Don’t believe the T-Mobile commercial that tells you how easy it is to switch to their carrier. While it might be that easy for someone… it wasn’t like that at all in my case.
It IS the squeaky wheel that gets the grease!
We started the switch from AT&T to T-Mobile on 2/10/26. Two new phones arrived on 2/12/26. Ben’s phone came the following day. Everything was GREAT until we started doing the actual switching. It’s like we could SEE the sky at the end of the barndo, but it was far, far away.

I’ve met a bunch of people at T-Mobile throughout the process:
- Person #1 switched me to “a better plan for the same price.”
- Person #2 said don’t activate the 2 phones until the 3rd one was chosen.
- Person #3 and Person #4 said you can’t order phone #3 until the first 2 are activated.
- Person #5, a supervisor, said to add a line (and walked me through it), then said to call and cancel the extra line after receiving the phone. Said it would be easy.
- Person #6 added phone #3 and ported the number, but said the supervisor would call me to cancel the extra line.
- He never did so I call back AGAIN.
After more than 5 hours on the phone trying to straighten out the mess, my call was automatically escalated and routed to Alex, who claimed he was “as high up as you can get.”
By this point, I wasn’t the only one that was tired of the runaround…

We all love our phones and I THINK Alex fixed us. Sort of…
Alex changed our plan (back to what I had before rep #1 changed it), performed a whole bunch of other slight of hand tricks, and we now have 4 lines for 3 people with 3 phones… and the price is (AT LEAST THE PROMISED PRICE) is reasonable. Alex explained it would cost $49 more to remove the 4th line, so there’s that. 🙂
The T-Mobile commercial says it’s a 10-minute process… ours was more like 10 days. Let’s hope it was worth it.
Now you know: United Airlines Flight 232, despite 112 out of 296 onboard dying, is considered to be one of the most impressive landings in aviation history. Pilots failed to copy the accident & landing on simulators. UA232 helped make Crew Resource Management, a new concept, standard practice in airplanes.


Problem to work on.
For the data below, work out how many lines include the string "Historical" and report only the number.

[Dataset rows for apps and sites]
┄┄┄┄┄┄
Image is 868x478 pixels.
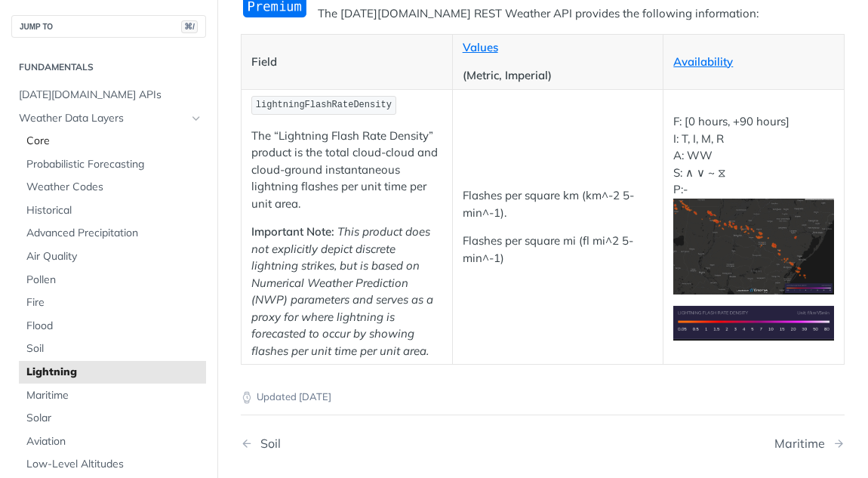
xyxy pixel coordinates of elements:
[252,225,335,239] strong: Important Note:
[19,88,202,102] span: [DATE][DOMAIN_NAME] APIs
[774,436,845,451] a: Next Page: Maritime
[252,54,443,71] p: Field
[181,21,198,34] span: ⌘/
[26,133,202,149] span: Core
[463,233,654,267] p: Flashes per square mi (fl mi^2 5-min^-1)
[11,107,206,129] a: Weather Data LayersHide subpages for Weather Data Layers
[26,434,202,449] span: Aviation
[463,67,654,85] p: (Metric, Imperial)
[252,225,433,358] em: This product does not explicitly depict discrete lightning strikes, but is based on Numerical Wea...
[241,389,845,404] p: Updated [DATE]
[241,6,845,22] p: The [DATE][DOMAIN_NAME] REST Weather API provides the following information:
[674,315,834,329] span: Expand image
[19,361,206,384] a: Lightning
[19,292,206,314] a: Fire
[26,341,202,357] span: Soil
[26,225,202,241] span: Advanced Precipitation
[253,436,281,451] div: Soil
[26,203,202,218] span: Historical
[19,269,206,292] a: Pollen
[463,187,654,221] p: Flashes per square km (km^-2 5-min^-1).
[19,245,206,268] a: Air Quality
[19,453,206,476] a: Low-Level Altitudes
[19,176,206,198] a: Weather Codes
[674,238,834,253] span: Expand image
[26,295,202,310] span: Fire
[256,100,392,110] span: lightningFlashRateDensity
[19,129,206,153] a: Core
[26,157,202,172] span: Probabilistic Forecasting
[26,180,202,195] span: Weather Codes
[241,436,500,451] a: Previous Page: Soil
[19,111,186,126] span: Weather Data Layers
[11,61,206,74] h2: Fundamentals
[241,421,845,466] nav: Pagination Controls
[19,222,206,245] a: Advanced Precipitation
[19,199,206,222] a: Historical
[26,388,202,404] span: Maritime
[11,84,206,106] a: [DATE][DOMAIN_NAME] APIs
[26,249,202,265] span: Air Quality
[19,153,206,176] a: Probabilistic Forecasting
[774,436,833,451] div: Maritime
[674,198,834,295] img: Lightning Flash Rate Density Heatmap
[19,337,206,360] a: Soil
[463,40,499,54] a: Values
[26,364,202,380] span: Lightning
[190,113,202,125] button: Hide subpages for Weather Data Layers
[26,273,202,288] span: Pollen
[19,431,206,453] a: Aviation
[11,15,206,38] button: JUMP TO⌘/
[19,407,206,430] a: Solar
[26,457,202,472] span: Low-Level Altitudes
[674,306,834,341] img: Lightning Flash Rate Density Legend
[252,128,443,213] p: The “Lightning Flash Rate Density” product is the total cloud-cloud and cloud-ground instantaneou...
[19,315,206,337] a: Flood
[26,319,202,334] span: Flood
[674,54,733,69] a: Availability
[26,411,202,426] span: Solar
[19,384,206,407] a: Maritime
[674,114,834,294] p: F: [0 hours, +90 hours] I: T, I, M, R A: WW S: ∧ ∨ ~ ⧖ P:-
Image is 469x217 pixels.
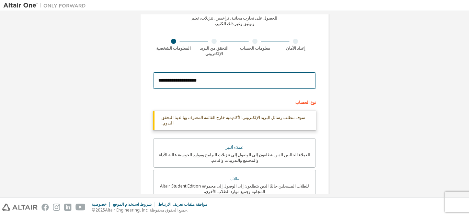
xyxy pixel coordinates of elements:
[200,45,228,57] font: التحقق من البريد الإلكتروني
[64,204,71,211] img: linkedin.svg
[215,21,254,26] font: وتوثيق وغير ذلك الكثير.
[156,45,191,51] font: المعلومات الشخصية
[226,145,243,150] font: عملاء ألتير
[295,100,316,105] font: نوع الحساب
[76,204,85,211] img: youtube.svg
[92,207,95,213] font: ©
[158,201,207,207] font: موافقة ملفات تعريف الارتباط
[240,45,270,51] font: معلومات الحساب
[3,2,89,9] img: ألتير ون
[159,152,310,163] font: للعملاء الحاليين الذين يتطلعون إلى الوصول إلى تنزيلات البرامج وموارد الحوسبة عالية الأداء والمجتم...
[95,207,105,213] font: 2025
[42,204,49,211] img: facebook.svg
[53,204,60,211] img: instagram.svg
[92,201,106,207] font: خصوصية
[286,45,305,51] font: إعداد الأمان
[105,207,188,213] font: Altair Engineering, Inc. جميع الحقوق محفوظة.
[113,201,152,207] font: شروط استخدام الموقع
[160,183,309,195] font: للطلاب المسجلين حاليًا الذين يتطلعون إلى الوصول إلى مجموعة Altair Student Edition المجانية وجميع ...
[192,15,277,21] font: للحصول على تجارب مجانية، تراخيص، تنزيلات، تعلم
[161,115,305,126] font: سوف تتطلب رسائل البريد الإلكتروني الأكاديمية خارج القائمة المعترف بها لدينا التحقق اليدوي.
[2,204,37,211] img: altair_logo.svg
[230,176,239,182] font: طلاب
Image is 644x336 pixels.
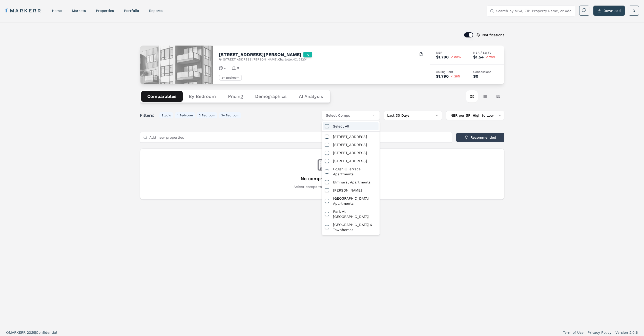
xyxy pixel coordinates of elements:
span: 0 [237,66,239,70]
button: D [629,6,639,15]
div: Edgehill Terrace Apartments [323,165,379,178]
span: -1.28% [485,55,496,59]
a: markets [72,8,86,13]
div: [STREET_ADDRESS] [323,132,379,141]
button: Pricing [222,91,249,102]
span: 2025 | [27,330,36,334]
button: Comparables [141,91,183,102]
div: [PERSON_NAME] [323,186,379,194]
span: Confidential [36,330,57,334]
div: [GEOGRAPHIC_DATA] & Townhomes [323,221,379,233]
button: Recommended [456,133,504,142]
button: Demographics [249,91,293,102]
span: © [6,330,9,334]
div: $1,790 [436,74,448,79]
h2: [STREET_ADDRESS][PERSON_NAME] [219,52,301,57]
div: Asking Rent [436,70,461,74]
button: By Bedroom [183,91,222,102]
button: 1 Bedroom [175,112,195,118]
div: A [303,52,312,57]
span: [STREET_ADDRESS][PERSON_NAME] , Charlotte , NC , 28204 [223,57,307,61]
a: Privacy Policy [587,330,611,335]
div: NER [436,51,461,54]
button: AI Analysis [293,91,329,102]
span: MARKERR [9,330,27,334]
a: properties [96,8,114,13]
div: Elmhurst Apartments [323,178,379,186]
p: Select comps to view them here [294,184,350,189]
a: reports [149,8,163,13]
h3: No comps selected [301,175,343,182]
input: Add new properties [149,132,449,143]
a: Version 2.0.6 [616,330,638,335]
span: D [632,8,635,13]
button: Studio [159,112,173,118]
button: NER per SF: High to Low [446,111,504,120]
input: Search by MSA, ZIP, Property Name, or Address [496,6,572,16]
button: Select Comps [321,111,380,120]
button: 3+ Bedroom [219,112,241,118]
div: 3+ Bedroom [219,75,242,81]
a: home [52,8,62,13]
button: Download [593,6,625,15]
div: Select All [323,122,379,130]
span: - [224,66,226,70]
div: $1.54 [473,55,483,59]
a: Portfolio [124,8,139,13]
label: Notifications [482,33,504,37]
div: [STREET_ADDRESS] [323,149,379,157]
div: [STREET_ADDRESS] [323,157,379,165]
div: [GEOGRAPHIC_DATA] Apartments [323,194,379,207]
span: -1.08% [450,55,461,59]
span: Filters: [140,112,157,118]
div: $1,790 [436,55,448,59]
div: $0 [473,74,478,79]
div: Concessions [473,70,498,74]
div: NER / Sq Ft [473,51,498,54]
span: -1.28% [450,75,461,78]
a: Term of Use [563,330,583,335]
button: 2 Bedroom [197,112,217,118]
div: Park At [GEOGRAPHIC_DATA] [323,207,379,221]
div: [STREET_ADDRESS] [323,141,379,149]
a: MARKERR [5,7,42,14]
┄┄┄┄┄┄
Solution for this problem.
2